The larger financial risk is failing to realize the expected business value, not merely the cost of recovering from a security incident.
| Business Outcome | Estimated Annual Value |
|---|---|
| Productivity gains from AI | ~$28M/year |
| If operating margin improves by just 0.10% (10 bps) | ~$43M/year |
| If operating margin improves by 0.25% (25 bps) | ~$107M/year |
| If operating margin improves by 0.50% (50 bps) | ~$215M/year |
| Cost of delay — every quarter the AI rollout slips | ~$7M/quarter |
*Assumptions: ~4,500 AI users, 20 minutes/day, 250 workdays/year, $75/hour loaded labor cost. **1 basis point = 0.01%.
These figures illustrate the financial value dependent on successful AI execution. Delays postpone the return on investments DG has already made. If AI is adopted by approximately 4,500 corporate employees and saves 20 minutes per employee per day, DG stands to recover roughly 375,000 productive hours annually.
Cloudflare’s value to DG goes beyond protecting AI applications and infrastructure. It protects the business outcomes and ROI those investments are intended to deliver. By reducing the financial risk of delays and disruptions associated with security, networking, application delivery, and AI execution, Cloudflare protects the productivity gains, operating efficiencies, and ROI DG expects from the investments it has already made.
On the Q1 2026 earnings call, leadership described the purpose of the AI operating model in explicit terms: lowering SG&A per unit of work over time. That’s a productivity goal, not just a cost-cutting one — getting more output, more workflows completed, more tasks handled, without growing administrative overhead at the same rate.
The $28M productivity figure isn’t a hypothetical. It’s the SG&A-per-unit-of-work goal expressed in dollars — the same objective named publicly, priced out.
You’ve put a 6% to 7% operating margin target in front of investors and accepted operating costs growing faster than sales this year specifically to fund this build-out. Every quarter the AI rollout is slowed by an unstable or ungoverned foundation is a quarter further from both the productivity outcome and the margin target — a direct delay against numbers already shared with the Street.
Cloudflare started with a question. In 2004, its founders built Project Honey Pot, a free tool that let website owners track the spammers and fraudsters abusing their sites.

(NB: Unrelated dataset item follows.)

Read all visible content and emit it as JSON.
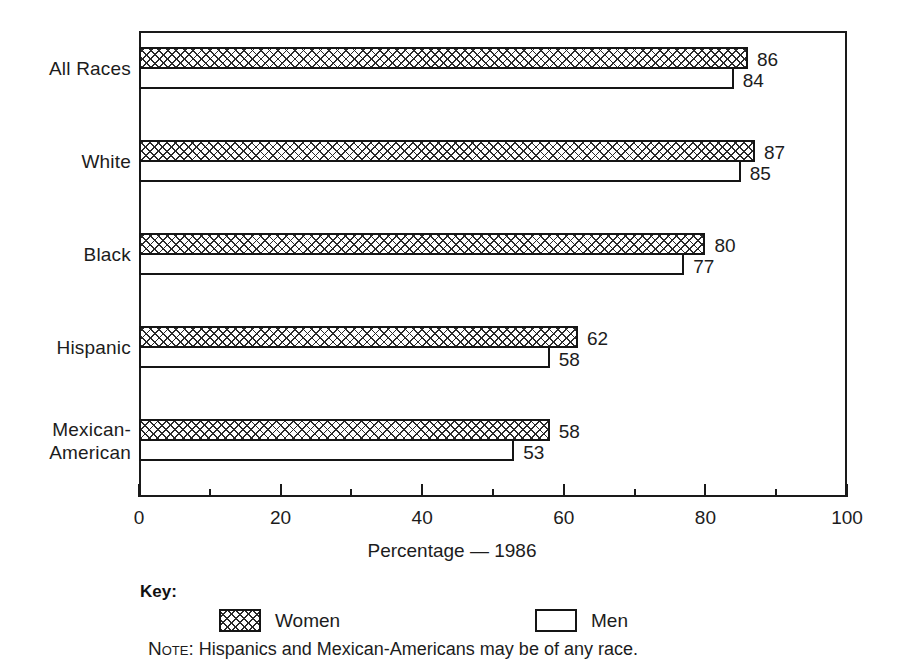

Tens of thousands of sites joined. Then one participant asked the question that changed everything: don’t just track the bad guys. Stop them.
Stopping them — for any site, of any size, anywhere on earth — required something nobody had built: a single global network that could inspect and protect traffic in hundreds of cities at once, with every location running the same services. The founders chose the hardest possible path: build that network in software instead of selling hardware boxes into data centers, which is how every networking company of that era made money.
In 2017, Cloudflare opened that network to developers — its most important decision yet. Anyone, including enterprises like DG, could now run code directly on the same servers, in the same cities, behind the same protections. The network stopped being only a shield. It became a place where applications live.
Then AI arrived. AI agents need compute that is globally distributed, millisecond-fast, secure by default, and instantly available — no servers to provision, no regions to choose. That’s not a description of what the hyperscalers built. It’s a description of what Cloudflare had spent fifteen years building. Not for AI. For the hardest problems on the internet. And then AI arrived.
Selected podcasts, analysis, and primary sources on Cloudflare, AI infrastructure, quantum readiness, and the current threat landscape.
Useful overview of what Cloudflare is and why its role in internet infrastructure is unusual.
Independent essay on network-layer convergence.
Official earnings calls, investor days, and presentations.
February 2026 milestone.
How attacks are changing across the network.
The largest attacks mitigated on the network.
Introducing dollar-denominated spend limits in AI Gateway — budgets in dollars, not tokens, scoped by team, model, or application.